When your API has consumers, the OpenAPI spec is a contract. Test it to catch silent regressions.

// test/openapi.test.ts
import { describe, it, expect, beforeAll, afterAll } from 'vitest'
import Fastify, { FastifyInstance } from 'fastify'
import swagger from '@fastify/swagger'
import { ZodTypeProvider, serializerCompiler, validatorCompiler, jsonSchemaTransform } from '@fastify/type-provider-zod'
import { userRoutes } from '../../src/routes/users'

describe('OpenAPI spec', () => {
  let app: FastifyInstance

  beforeAll(async () => {
    app = Fastify({ logger: false })
    app.setValidatorCompiler(validatorCompiler)
    app.setSerializerCompiler(serializerCompiler)

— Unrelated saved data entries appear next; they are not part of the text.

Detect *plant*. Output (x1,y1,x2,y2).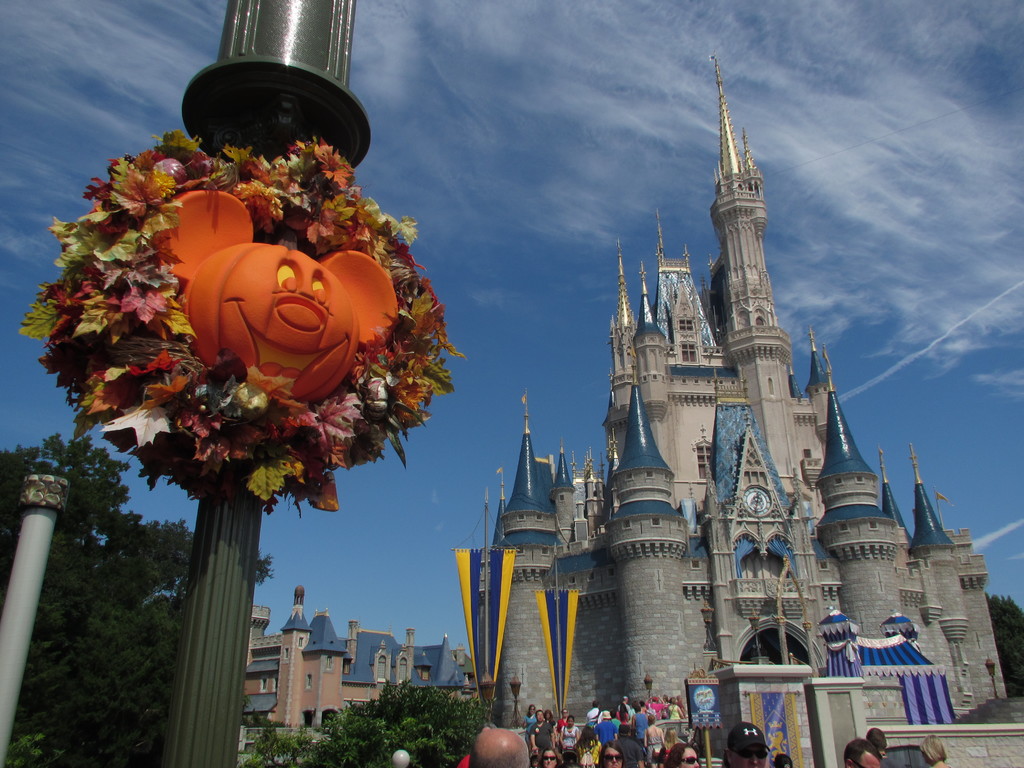
(239,701,321,765).
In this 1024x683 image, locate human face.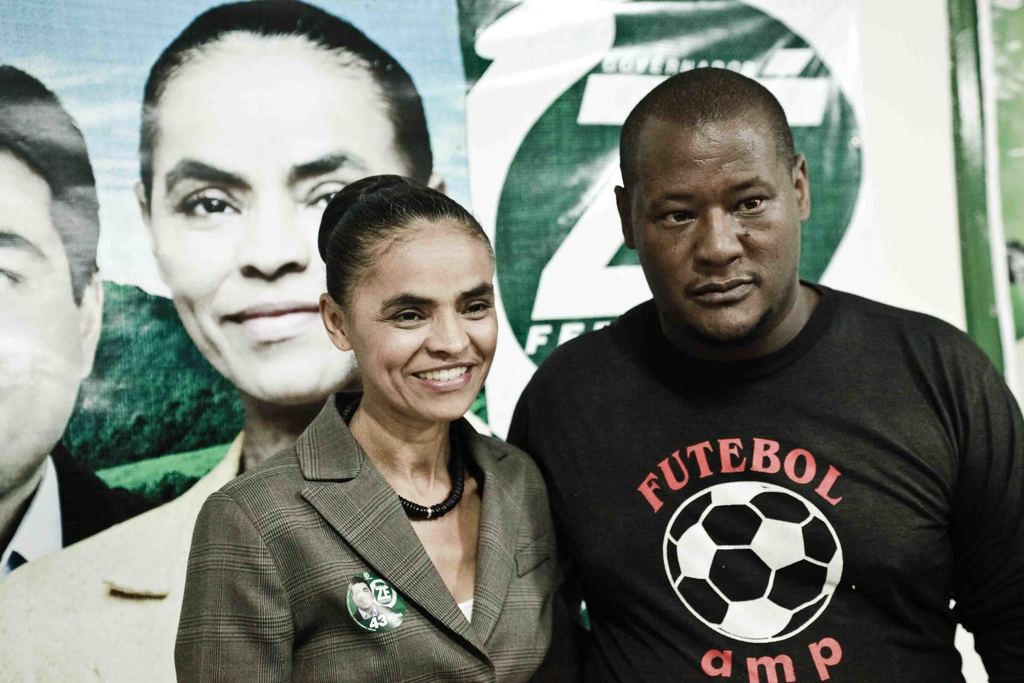
Bounding box: rect(346, 240, 500, 424).
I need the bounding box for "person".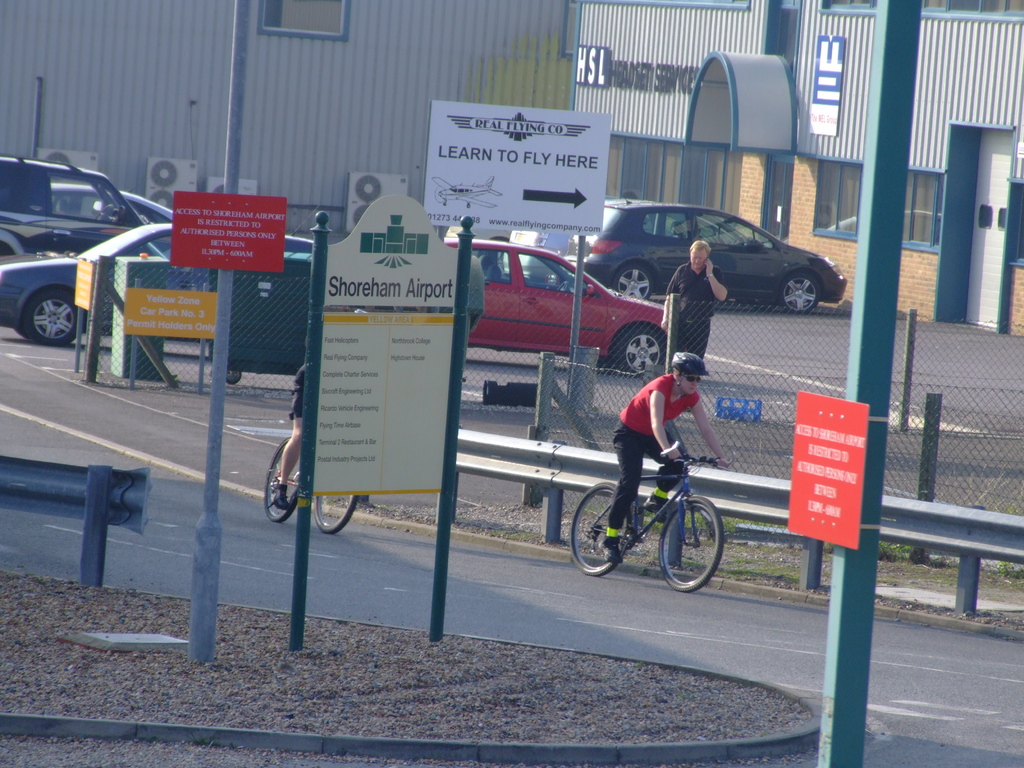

    await app.register(swagger, {
      openapi: {
        info: { title: 'Test API', version: '1.0.0' },
      },
      transform: jsonSchemaTransform,
    })

    await app.register(userRoutes)
    await app.ready()
  })

  afterAll(async () => { await app.close() })

  it('includes POST /users in the spec', () => {
    const spec = app.swagger()
    expect(spec.paths['/users']?.post).toBeDefined()
  })

  it('documents the request body schema', () => {
    const spec = app.swagger()
    const requestBody = spec.paths['/users']?.post?.requestBody
    expect(requestBody).toBeDefined()
    // The body schema should reference or inline the user creation schema
    const content = (requestBody as any)?.content?.['application/json']
    expect(content?.schema).toBeDefined()
  })

  it('documents the 201 response', () => {
    const spec = app.swagger()
    const responses = spec.paths['/users']?.post?.responses
    expect(responses?.['201']).toBeDefined()
  })

  it('marks email as required in request schema', () => {
    const spec = app.swagger()
    const bodySchema = (spec.paths['/users']?.post?.requestBody as any)
      ?.content?.['application/json']?.schema
    expect(bodySchema?.required).toContain('email')
    expect(bodySchema?.required).toContain('name')
    expect(bodySchema?.required).not.toContain('age')
  })
})

What to Test vs. What to Skip

Test:

  • That invalid request bodies return 400, not 500
  • That each required field is actually enforced at runtime
  • That constraint violations (min length, valid email, integer range) are caught
  • The shape and field names in validation error responses your consumers depend on
  • OpenAPI spec output for routes that are part of a public contract
  • The difference between z.object() (strips extra) and z.strictObject() (rejects extra)

Skip:

  • Testing that Zod itself validates correctly — that's Zod's test suite
  • Testing TypeScript compile-time types — those are checked by tsc, not by test runs
  • Generating OpenAPI schema for internal-only routes that have no consumers
  • Testing every possible invalid value for a field — pick representative cases (one below min, one wrong type, one missing entirely)

The goal is confidence that the runtime matches the types. Focus tests on the boundary where HTTP input enters your application and the boundary where response output leaves it.